Kirabo’s mind was too congested to process the implications of Sio using Giibwa for sexual relief. Or to see that Aunt Abi was demonstrating a form of kweluma by diminishing Sio’s cheating while escalating Giibwa’s role. Kirabo was focused on the fact that if Giibwa had the baby, she would be inextricably related to Sio forever. The problem was that when it came to Sio, Kirabo had ignored the age-old wisdom that a woman never gives away her whole self to a man. To think she had lied to Aunt Abi and her father that part of the A-level study would be a trip to the Serengeti National Park and they had promised to pay for her trip.

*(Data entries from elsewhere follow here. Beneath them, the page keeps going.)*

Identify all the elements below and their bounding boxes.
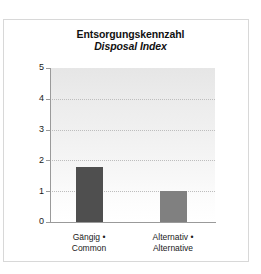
x-tick-label-alternative-line1: Alternativ •	[128, 232, 218, 243]
chart-title-block: Entsorgungskennzahl Disposal Index	[0, 28, 261, 53]
y-tick-1: 1	[18, 187, 44, 197]
y-tick-4: 4	[18, 94, 44, 104]
y-tick-3: 3	[18, 125, 44, 135]
plot-area	[50, 68, 215, 222]
y-tick-label-2: 2	[22, 156, 44, 165]
x-tick-label-common-line1: Gängig •	[44, 232, 134, 243]
y-tick-2: 2	[18, 156, 44, 166]
y-axis-line	[50, 68, 51, 223]
y-tick-label-3: 3	[22, 125, 44, 134]
y-tick-mark-0	[46, 222, 50, 223]
y-tick-label-0: 0	[22, 217, 44, 226]
gridline-2	[50, 160, 215, 161]
y-tick-mark-1	[46, 191, 50, 192]
gridline-3	[50, 130, 215, 131]
chart-figure: Entsorgungskennzahl Disposal Index 5 4 3…	[0, 0, 261, 274]
gridline-4	[50, 99, 215, 100]
x-tick-label-common-line2: Common	[44, 243, 134, 254]
y-tick-mark-4	[46, 99, 50, 100]
chart-title: Entsorgungskennzahl	[0, 28, 261, 40]
bar-common	[76, 167, 103, 222]
gridline-1	[50, 191, 215, 192]
y-tick-mark-2	[46, 160, 50, 161]
y-tick-label-5: 5	[22, 63, 44, 72]
y-tick-label-4: 4	[22, 94, 44, 103]
x-tick-label-alternative-line2: Alternative	[128, 243, 218, 254]
y-tick-mark-3	[46, 130, 50, 131]
y-tick-0: 0	[18, 217, 44, 227]
y-tick-5: 5	[18, 63, 44, 73]
x-axis-line	[50, 222, 216, 223]
bar-alternative	[160, 191, 187, 222]
y-tick-mark-5	[46, 68, 50, 69]
y-tick-label-1: 1	[22, 187, 44, 196]
chart-subtitle: Disposal Index	[0, 40, 261, 52]
x-tick-label-common: Gängig • Common	[44, 232, 134, 254]
x-tick-label-alternative: Alternativ • Alternative	[128, 232, 218, 254]
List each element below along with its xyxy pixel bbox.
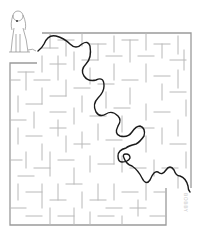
artist-signature: BOBBY	[178, 193, 188, 212]
dog-icon	[9, 11, 36, 52]
solution-path	[38, 36, 190, 192]
maze-walls	[10, 33, 186, 225]
maze-border	[10, 33, 191, 225]
maze-worksheet: BOBBY	[0, 0, 204, 235]
maze-canvas	[0, 0, 204, 235]
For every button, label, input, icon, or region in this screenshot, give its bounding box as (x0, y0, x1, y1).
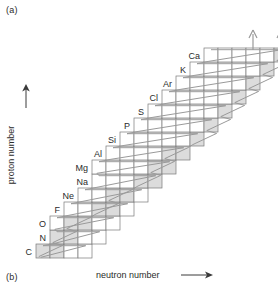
element-row-label: N (40, 233, 47, 243)
element-row-label: Si (108, 135, 116, 145)
y-axis-arrow (22, 84, 30, 108)
element-row-label: S (138, 107, 144, 117)
nuclide-grid-plot: CNOFNeNaMgAlSiPSClArKCa (0, 0, 278, 292)
x-axis-arrow (181, 272, 213, 279)
x-axis-title: neutron number (96, 270, 160, 280)
element-row-label: Cl (150, 93, 159, 103)
up-arrow-icon (277, 30, 278, 50)
up-arrow-icon (249, 30, 257, 50)
element-row-label: Mg (75, 163, 88, 173)
element-row-label: Ar (163, 79, 172, 89)
y-axis-title: proton number (6, 100, 16, 210)
element-row-label: P (124, 121, 130, 131)
element-row-label: O (39, 219, 46, 229)
element-row-label: F (55, 205, 61, 215)
element-row-label: Ne (62, 191, 74, 201)
element-row-label: Ca (188, 51, 200, 61)
top-arrows-layer (249, 30, 278, 50)
element-row-label: Na (76, 177, 88, 187)
element-row-label: K (180, 65, 186, 75)
element-row-label: Al (94, 149, 102, 159)
element-row-label: C (26, 247, 33, 257)
nuclide-chart-figure: (a) (b) CNOFNeNaMgAlSiPSClArKCa proton n… (0, 0, 278, 292)
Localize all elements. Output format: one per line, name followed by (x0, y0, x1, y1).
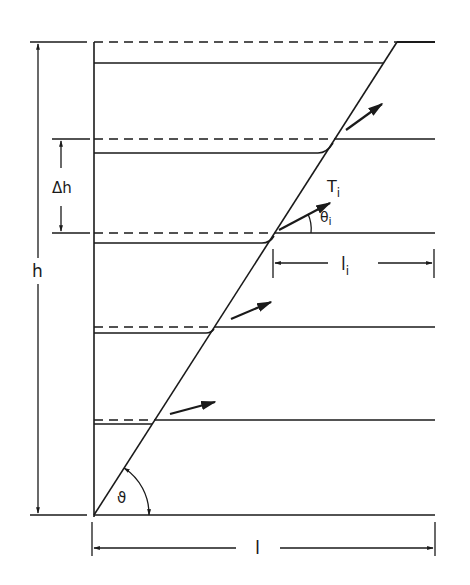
label-anchorage-length: li (341, 254, 349, 278)
label-tension: Ti (326, 177, 340, 200)
reinforcement-layer-5 (94, 420, 435, 424)
label-failure-angle: ϑ (117, 489, 126, 507)
reinforcement-layer-4 (94, 327, 435, 333)
label-h: h (32, 261, 43, 281)
label-theta: θi (320, 209, 332, 228)
tension-arrow-layer-5 (170, 402, 215, 414)
reinforcement-layer-2 (94, 139, 435, 153)
theta-angle-arc (308, 214, 311, 233)
tension-arrow-layer-4 (231, 302, 271, 319)
reinforced-wall-diagram: h Δh l Ti θi li ϑ (0, 0, 470, 585)
failure-angle-arc (124, 468, 149, 515)
label-delta-h: Δh (52, 179, 72, 197)
tension-arrow-layer-2 (346, 104, 382, 130)
reinforcement-layer-1 (94, 42, 435, 63)
failure-plane (94, 42, 397, 515)
label-l: l (255, 537, 260, 558)
reinforcement-layer-3 (94, 233, 435, 243)
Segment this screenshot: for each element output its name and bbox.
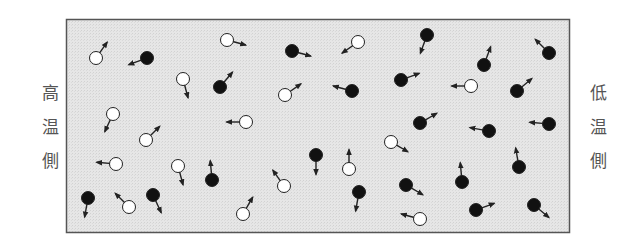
cold-particle-circle bbox=[310, 149, 323, 162]
cold-particle-circle bbox=[511, 85, 524, 98]
cold-particle-circle bbox=[346, 85, 359, 98]
hot-particle-circle bbox=[172, 160, 185, 173]
cold-particle-circle bbox=[470, 204, 483, 217]
cold-particle-circle bbox=[206, 174, 219, 187]
hot-particle-circle bbox=[237, 208, 250, 221]
cold-particle-circle bbox=[543, 47, 556, 60]
cold-particle-circle bbox=[400, 179, 413, 192]
hot-particle-circle bbox=[343, 163, 356, 176]
cold-particle-circle bbox=[414, 117, 427, 130]
cold-particle-circle bbox=[483, 125, 496, 138]
cold-particle-circle bbox=[353, 186, 366, 199]
hot-particle-circle bbox=[240, 116, 253, 129]
cold-particle-circle bbox=[543, 118, 556, 131]
hot-particle-circle bbox=[278, 180, 291, 193]
hot-particle-circle bbox=[352, 36, 365, 49]
cold-particle-circle bbox=[82, 192, 95, 205]
hot-particle-circle bbox=[414, 213, 427, 226]
cold-particle-circle bbox=[456, 176, 469, 189]
cold-particle-circle bbox=[528, 199, 541, 212]
cold-particle-circle bbox=[395, 74, 408, 87]
cold-particle-circle bbox=[147, 189, 160, 202]
cold-particle-circle bbox=[214, 81, 227, 94]
hot-particle-circle bbox=[279, 89, 292, 102]
hot-particle-circle bbox=[107, 108, 120, 121]
cold-particle-circle bbox=[478, 59, 491, 72]
hot-particle-circle bbox=[385, 136, 398, 149]
cold-particle-circle bbox=[513, 161, 526, 174]
cold-particle-circle bbox=[421, 29, 434, 42]
hot-particle-circle bbox=[90, 52, 103, 65]
hot-particle-circle bbox=[123, 201, 136, 214]
hot-particle-circle bbox=[177, 73, 190, 86]
hot-particle-circle bbox=[140, 134, 153, 147]
hot-particle-circle bbox=[110, 158, 123, 171]
cold-particle-circle bbox=[286, 45, 299, 58]
hot-particle-circle bbox=[465, 80, 478, 93]
particle-diagram bbox=[0, 0, 634, 244]
container-box bbox=[67, 20, 570, 233]
cold-particle-circle bbox=[141, 52, 154, 65]
hot-particle-circle bbox=[221, 34, 234, 47]
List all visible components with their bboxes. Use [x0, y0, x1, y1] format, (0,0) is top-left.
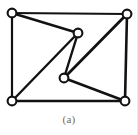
figure-caption: (a): [0, 112, 138, 126]
edge-lm-br: [64, 78, 125, 101]
graph-node-lower-middle: [60, 74, 69, 83]
graph-node-bottom-right: [121, 97, 130, 106]
edge-tl-tr: [12, 13, 127, 14]
graph-node-bottom-left: [8, 97, 17, 106]
graph-edge-layer: [12, 13, 127, 101]
graph-node-upper-middle: [74, 29, 83, 38]
graph-node-top-right: [123, 10, 132, 19]
figure-panel: (a): [0, 0, 138, 135]
graph-node-top-left: [8, 9, 17, 18]
edge-tl-um: [12, 13, 78, 33]
edge-tr-br: [125, 14, 127, 101]
graph-canvas: [0, 0, 138, 112]
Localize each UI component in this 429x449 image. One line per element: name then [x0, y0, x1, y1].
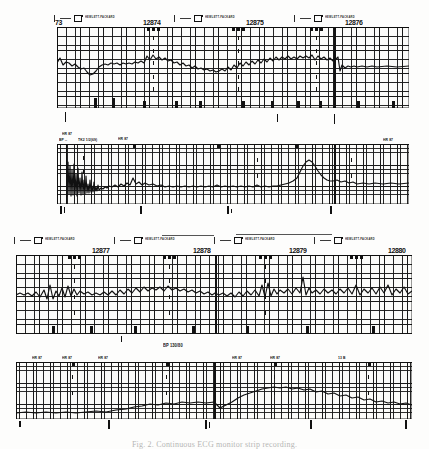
pressure-trace-top: [57, 144, 409, 204]
header-tick-icon: [114, 237, 115, 244]
brand-label: HEWLETT-PACKARD: [45, 238, 75, 241]
pressure-trace-bottom: [16, 362, 412, 419]
header-tick-icon: [214, 237, 215, 244]
panel-2-annotation: BP --: [59, 139, 67, 143]
hp-logo-icon: [194, 15, 202, 22]
header-rule-icon: [300, 18, 311, 19]
strip-number: 12875: [246, 18, 263, 26]
panel-3-grid-paper: [16, 255, 412, 334]
header-rule-icon: [180, 18, 191, 19]
header-rule-icon: [320, 240, 331, 241]
event-tick: [231, 209, 232, 213]
event-tick: [19, 421, 21, 427]
header-rule-icon: [20, 240, 31, 241]
panel-2-grid-paper: [57, 144, 409, 204]
header-segment: HEWLETT-PACKARD: [314, 234, 414, 246]
panel-4-annotation: HR 87: [98, 357, 108, 361]
printer-header-row: HEWLETT-PACKARD HEWLETT-PACKARD HEWLETT-…: [14, 234, 414, 246]
strip-number: 12876: [345, 18, 362, 26]
brand-label: HEWLETT-PACKARD: [345, 238, 375, 241]
panel-4-annotation: HR 87: [232, 357, 242, 361]
header-tick-icon: [174, 15, 175, 22]
hp-logo-icon: [34, 237, 42, 244]
event-tick: [209, 422, 210, 428]
header-overline: [162, 235, 214, 236]
strip-number: 73: [55, 18, 62, 26]
header-segment: HEWLETT-PACKARD: [174, 12, 294, 24]
strip-number: 12877: [92, 246, 109, 254]
panel-2-annotation: HR 87: [383, 139, 393, 143]
ecg-trace-bottom: [16, 255, 412, 334]
panel-2-annotation: HR 87: [118, 138, 128, 142]
brand-label: HEWLETT-PACKARD: [85, 16, 115, 19]
strip-number: 12879: [289, 246, 306, 254]
panel-4-header: [16, 336, 412, 352]
brand-label: HEWLETT-PACKARD: [145, 238, 175, 241]
header-tick-icon: [14, 237, 15, 244]
header-segment: HEWLETT-PACKARD: [14, 234, 114, 246]
panel-4-annotation: HR 87: [32, 357, 42, 361]
event-tick: [405, 420, 407, 429]
hp-logo-icon: [134, 237, 142, 244]
header-rule-icon: [120, 240, 131, 241]
panel-4-annotation: BP 130/80: [163, 344, 183, 349]
panel-1-grid-paper: [57, 27, 409, 108]
brand-label: HEWLETT-PACKARD: [205, 16, 235, 19]
panel-4-annotation: HR 87: [62, 357, 72, 361]
event-tick: [310, 420, 312, 429]
panel-3-header: HEWLETT-PACKARD HEWLETT-PACKARD HEWLETT-…: [14, 234, 414, 248]
event-tick: [64, 207, 65, 213]
ecg-figure: HEWLETT-PACKARD HEWLETT-PACKARD HEWLETT-…: [0, 0, 429, 449]
header-tick-icon: [314, 237, 315, 244]
ecg-trace-top: [57, 27, 409, 108]
hp-logo-icon: [334, 237, 342, 244]
event-tick: [330, 206, 332, 214]
strip-number: 12880: [388, 246, 405, 254]
event-tick: [60, 206, 62, 214]
figure-caption: Fig. 2. Continuous ECG monitor strip rec…: [0, 440, 429, 449]
header-segment: HEWLETT-PACKARD: [214, 234, 314, 246]
panel-2-annotation: TK2 1/2(69): [78, 139, 97, 143]
panel-2-annotation: HR 87: [62, 133, 72, 137]
panel-2-header: [57, 112, 409, 130]
event-tick: [140, 206, 142, 214]
brand-label: HEWLETT-PACKARD: [245, 238, 275, 241]
event-blip: [277, 114, 278, 122]
hp-logo-icon: [234, 237, 242, 244]
hp-logo-icon: [74, 15, 82, 22]
event-blip: [121, 336, 122, 342]
event-blip: [65, 112, 66, 122]
panel-4-grid-paper: [16, 362, 412, 419]
panel-4-annotation: 13 B: [338, 357, 346, 361]
strip-number: 12874: [143, 18, 160, 26]
event-tick: [205, 420, 207, 429]
event-blip: [334, 114, 335, 124]
header-rule-icon: [220, 240, 231, 241]
panel-4-annotation: HR 87: [270, 357, 280, 361]
header-tick-icon: [294, 15, 295, 22]
strip-number: 12878: [193, 246, 210, 254]
hp-logo-icon: [314, 15, 322, 22]
event-tick: [227, 206, 229, 214]
event-tick: [108, 420, 110, 429]
header-overline: [236, 234, 332, 235]
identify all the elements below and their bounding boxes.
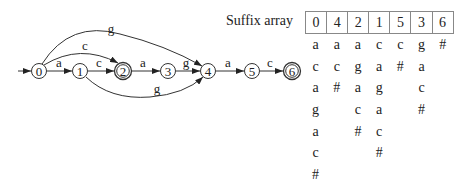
- edge-label: a: [140, 55, 146, 70]
- suffix-char: a: [355, 77, 361, 99]
- svg-text:3: 3: [165, 64, 172, 79]
- suffix-column: gac#: [411, 34, 432, 186]
- svg-text:6: 6: [289, 64, 296, 79]
- edge-0-4: [42, 31, 202, 66]
- edge-label: a: [225, 55, 231, 70]
- suffix-column: acagac#: [305, 34, 326, 186]
- svg-text:1: 1: [77, 64, 84, 79]
- suffix-char: c: [312, 56, 318, 78]
- suffix-column: ac#: [326, 34, 347, 186]
- suffix-column: #: [432, 34, 453, 186]
- suffix-char: c: [397, 34, 403, 56]
- state-1: 1: [73, 64, 88, 79]
- suffix-char: c: [376, 121, 382, 143]
- suffix-char: c: [334, 56, 340, 78]
- suffix-char: a: [418, 56, 424, 78]
- state-0: 0: [32, 64, 47, 79]
- suffix-char: #: [376, 142, 383, 164]
- suffix-char: g: [312, 99, 319, 121]
- suffix-column: c#: [390, 34, 411, 186]
- suffix-char: a: [334, 34, 340, 56]
- suffix-char: #: [439, 34, 446, 56]
- suffix-char: c: [376, 34, 382, 56]
- suffix-char: c: [355, 99, 361, 121]
- state-6-final: 6: [284, 63, 301, 80]
- suffix-char: #: [397, 56, 404, 78]
- suffix-char: g: [354, 56, 361, 78]
- suffix-char: g: [418, 34, 425, 56]
- suffix-columns: acagac#ac#agac#cagac#c#gac##: [305, 34, 453, 186]
- index-cell: 0: [306, 12, 327, 33]
- suffix-char: #: [354, 121, 361, 143]
- suffix-array-indices: 0 4 2 1 5 3 6: [305, 11, 454, 34]
- svg-text:4: 4: [205, 64, 212, 79]
- index-cell: 2: [348, 12, 369, 33]
- index-cell: 3: [411, 12, 432, 33]
- edge-label: c: [82, 38, 88, 53]
- suffix-char: c: [418, 77, 424, 99]
- edge-label: a: [56, 55, 62, 70]
- suffix-char: #: [418, 99, 425, 121]
- index-cell: 5: [390, 12, 411, 33]
- index-cell: 6: [433, 12, 453, 33]
- svg-text:0: 0: [36, 64, 43, 79]
- suffix-char: c: [312, 142, 318, 164]
- suffix-char: #: [333, 77, 340, 99]
- suffix-char: #: [312, 164, 319, 186]
- suffix-char: g: [376, 77, 383, 99]
- suffix-column: agac#: [347, 34, 368, 186]
- suffix-column: cagac#: [369, 34, 390, 186]
- state-4: 4: [201, 64, 216, 79]
- edge-label: g: [108, 21, 115, 36]
- index-cell: 4: [327, 12, 348, 33]
- index-cell: 1: [369, 12, 390, 33]
- svg-text:5: 5: [249, 64, 256, 79]
- state-2-final: 2: [115, 63, 132, 80]
- suffix-char: a: [355, 34, 361, 56]
- state-3: 3: [161, 64, 176, 79]
- edge-1-4: [86, 77, 203, 97]
- edge-label: c: [96, 55, 102, 70]
- svg-text:2: 2: [120, 64, 127, 79]
- edge-label: c: [267, 55, 273, 70]
- suffix-char: a: [376, 56, 382, 78]
- suffix-char: a: [312, 77, 318, 99]
- suffix-char: a: [312, 121, 318, 143]
- suffix-char: a: [376, 99, 382, 121]
- edge-label: g: [154, 81, 161, 96]
- suffix-char: a: [312, 34, 318, 56]
- suffix-array-title: Suffix array: [226, 13, 293, 29]
- edge-label: g: [183, 55, 190, 70]
- state-5: 5: [245, 64, 260, 79]
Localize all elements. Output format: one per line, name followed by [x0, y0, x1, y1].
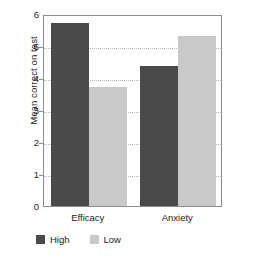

To think that she had taken Sio’s suggestion and elected to do physics, chemistry and biology at A level in the hope of doing veterinary medicine at university so they could farm together. She was the most guileless woman who had ever lived.

That night in bed Kirabo clawed the flesh off her bones. You knew he would do it; you knew. Telling him you trusted him, tsk, a naked plea if there ever was one. Then images and smells and sounds of him reeled through her mind – the chink of the Bob Marley buckle on his belt, the Brut scent of him, the way his T-shirt always seemed tucked in at the front but hung out at the back. Him smelling her hair, neck, shoulders, eyes half-closed, then frenzied, greedily, demanding ‘Touch me’ while he tugged at the elastic of her knickers because there was hardly any space to snake his hand through, she keeping her knees tight just to hear his frustration – ‘Touch me, Makula, please touch me.’ That Sio, the Sio who had made her so lose herself she did not realise she had parted her knees, the Sio who had made her tug at his Bob Marley buckle to touch him, that Sio had not only touched Giibwa with those same hands, he had inserted himself so deep into her he had made her pregnant.

As a child, when she hurt a finger or a toe, she ran to her grandfather crying and he took it and blew on it until the pain ebbed. But this pain she did not know what to do with.